▶ _Material shown_:
○ ○ ○

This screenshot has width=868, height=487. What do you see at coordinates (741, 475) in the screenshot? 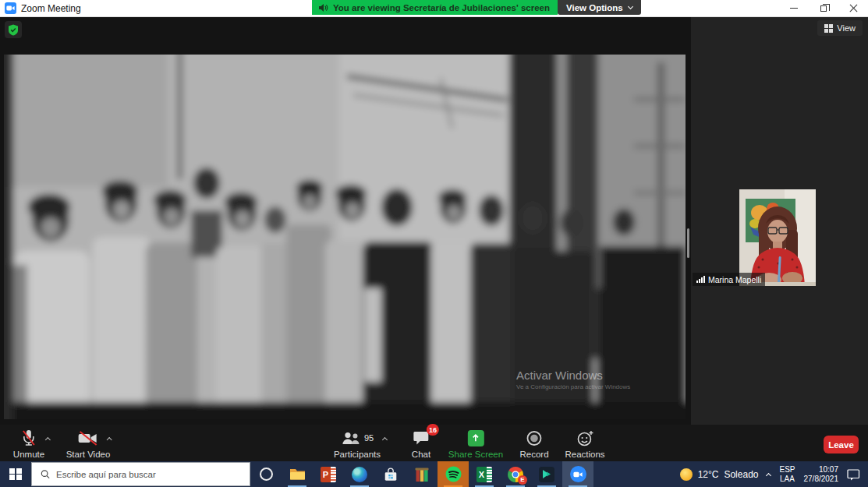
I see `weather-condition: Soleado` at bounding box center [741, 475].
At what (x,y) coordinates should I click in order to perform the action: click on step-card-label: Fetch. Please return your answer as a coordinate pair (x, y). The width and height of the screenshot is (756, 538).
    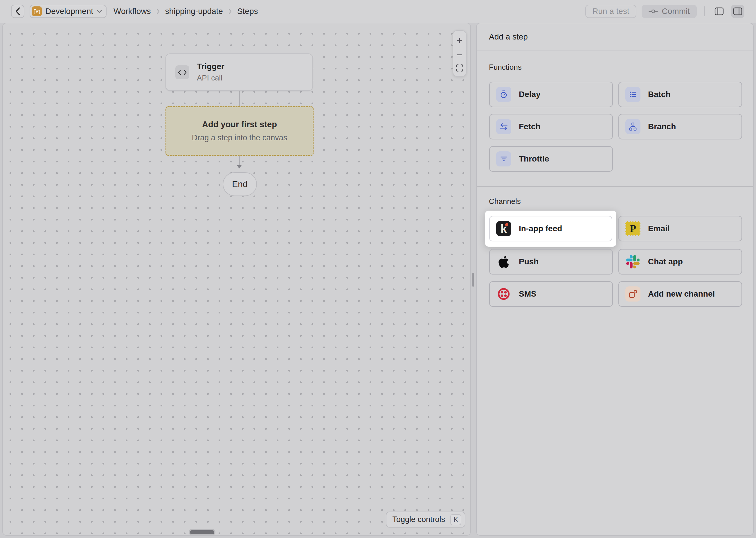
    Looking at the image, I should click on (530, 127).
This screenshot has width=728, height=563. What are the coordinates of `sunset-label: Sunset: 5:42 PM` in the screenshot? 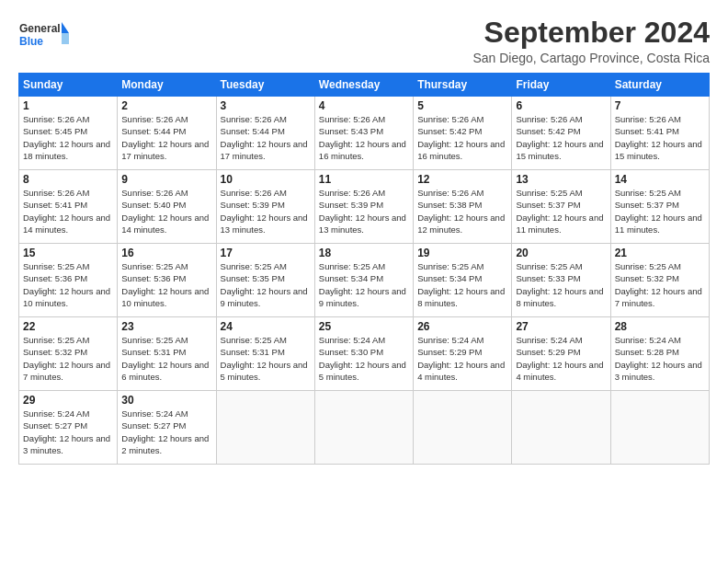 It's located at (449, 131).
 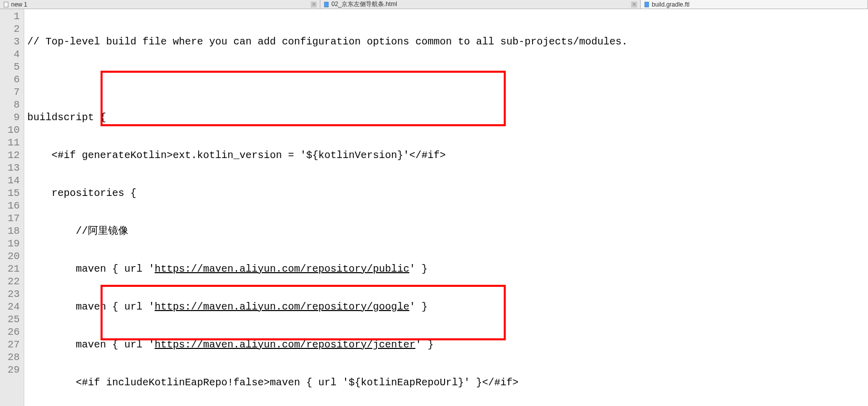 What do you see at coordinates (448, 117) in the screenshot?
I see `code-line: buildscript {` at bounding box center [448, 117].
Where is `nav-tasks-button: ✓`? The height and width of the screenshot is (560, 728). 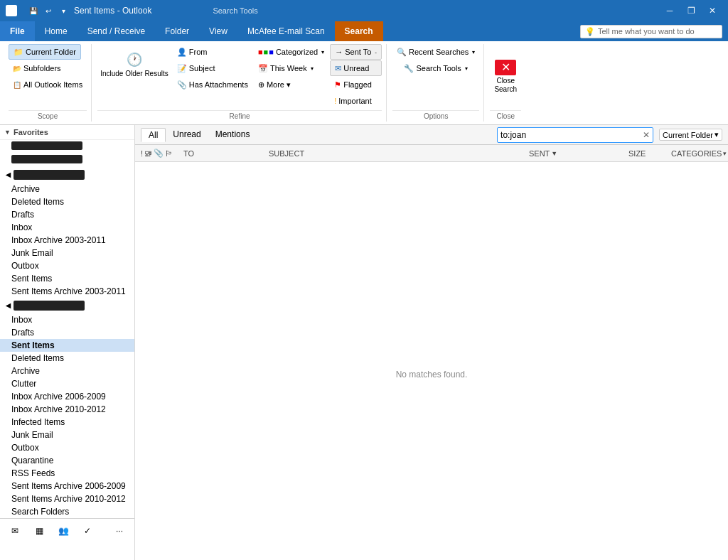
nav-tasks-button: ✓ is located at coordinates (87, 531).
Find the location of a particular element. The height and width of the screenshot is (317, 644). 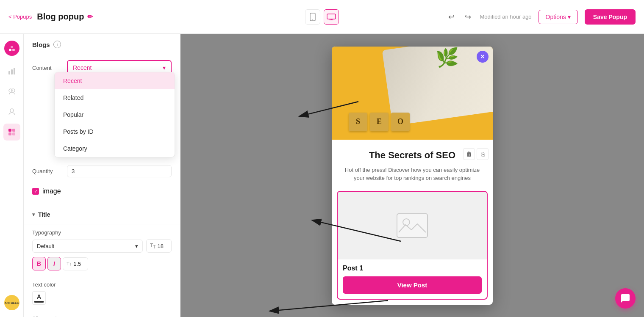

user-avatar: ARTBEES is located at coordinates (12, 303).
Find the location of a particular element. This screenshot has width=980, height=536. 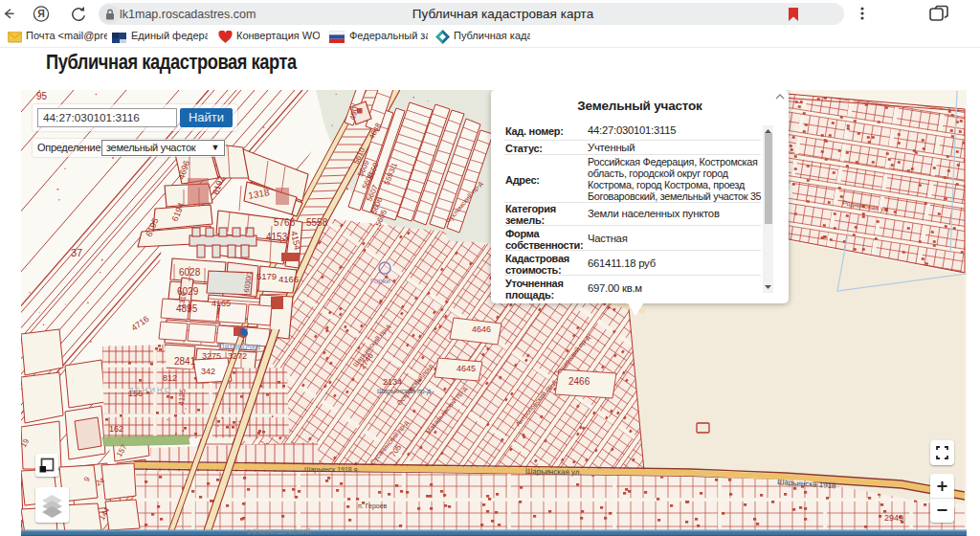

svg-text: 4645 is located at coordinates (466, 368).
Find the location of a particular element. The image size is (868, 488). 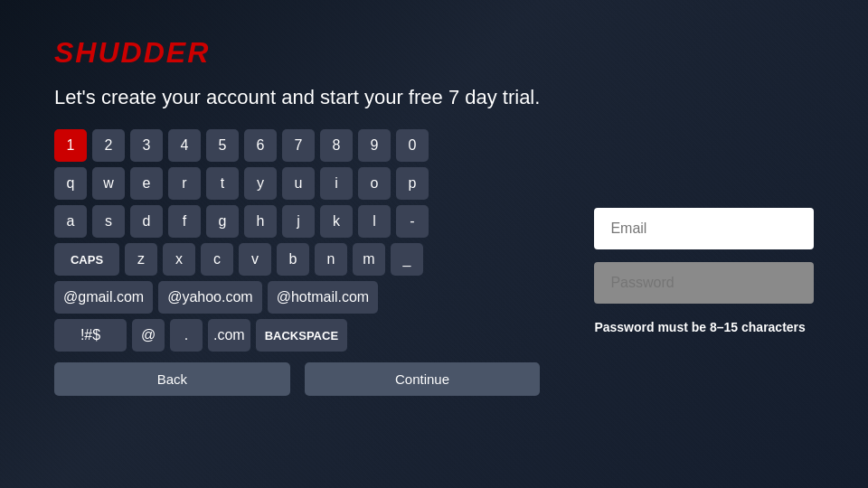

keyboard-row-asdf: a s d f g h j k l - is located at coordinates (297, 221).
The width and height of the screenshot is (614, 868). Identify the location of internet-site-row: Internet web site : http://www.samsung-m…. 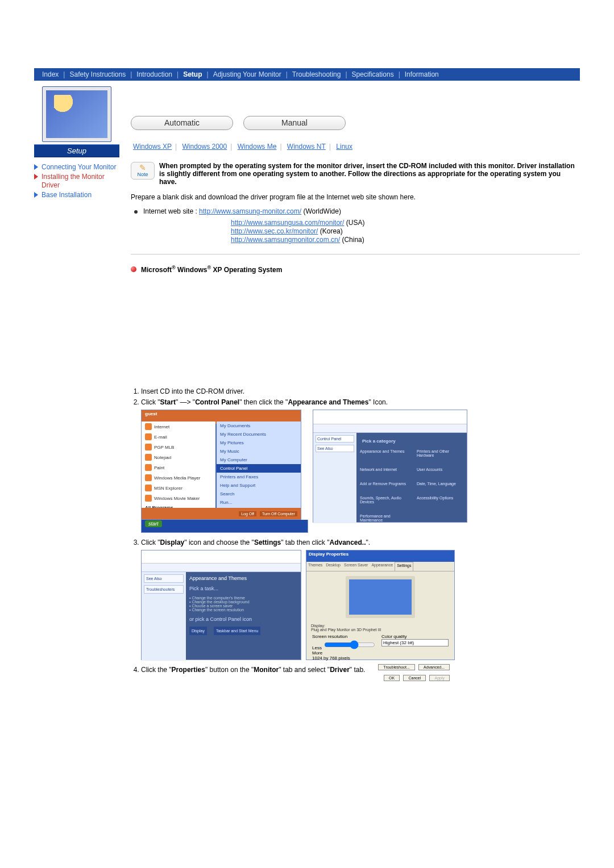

○ ○ ○

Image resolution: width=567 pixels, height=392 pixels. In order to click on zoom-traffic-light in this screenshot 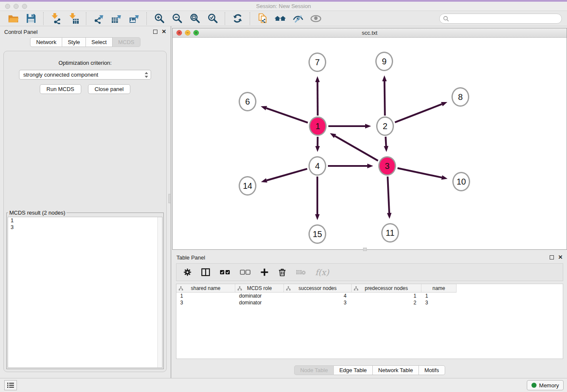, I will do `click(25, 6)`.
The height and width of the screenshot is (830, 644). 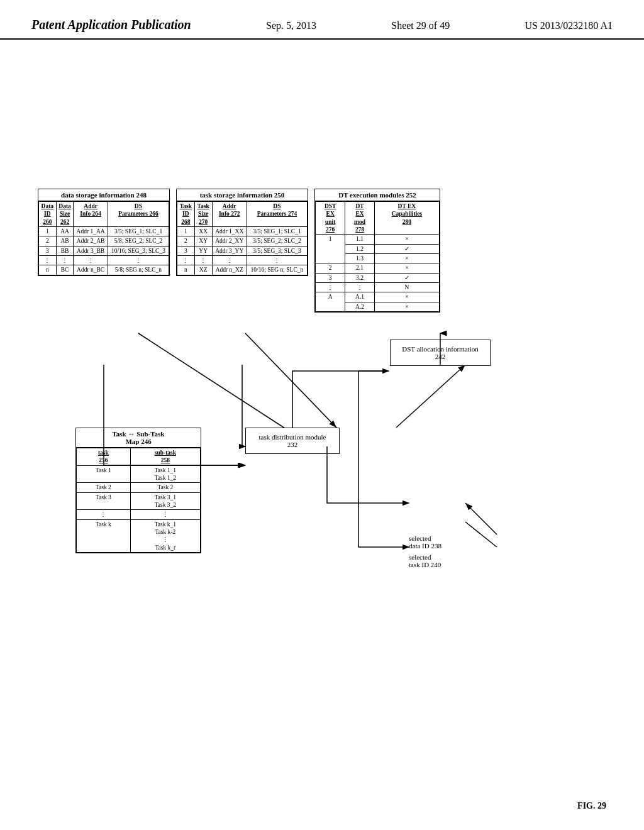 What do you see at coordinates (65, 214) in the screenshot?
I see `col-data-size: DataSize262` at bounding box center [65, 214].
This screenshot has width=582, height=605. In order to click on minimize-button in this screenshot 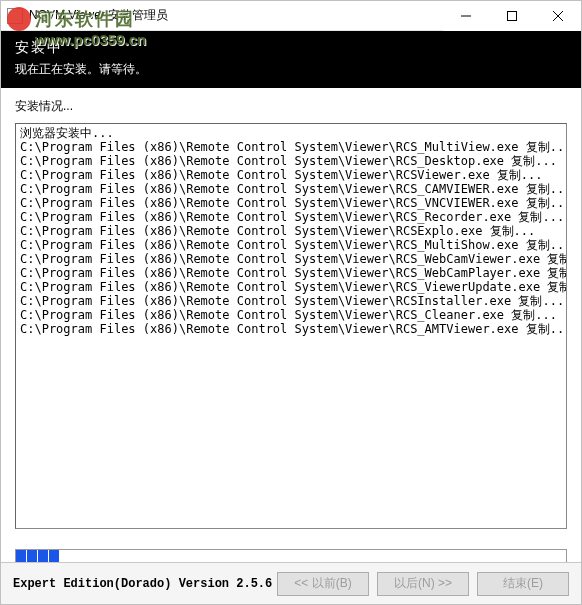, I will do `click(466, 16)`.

○ ○ ○

▶ _Your instructions_: The response must repeat exactly the lines above from the one with "Find the location of a particular element. The height" through the one with "The width and height of the screenshot is (614, 868).", including both, and must contain no pictures and no other text.

▶ _Reply to the task_:
Find the location of a particular element. The height and width of the screenshot is (317, 644). 

user-avatar: ARTBEES is located at coordinates (12, 303).
Find the location of a particular element. This screenshot has width=980, height=536. 

svg-text: 4645 is located at coordinates (466, 368).
Find the location of a particular element. The image size is (868, 488). 

keyboard-row-asdf: a s d f g h j k l - is located at coordinates (297, 221).
The width and height of the screenshot is (614, 868). Identify the location of internet-site-row: Internet web site : http://www.samsung-m…. 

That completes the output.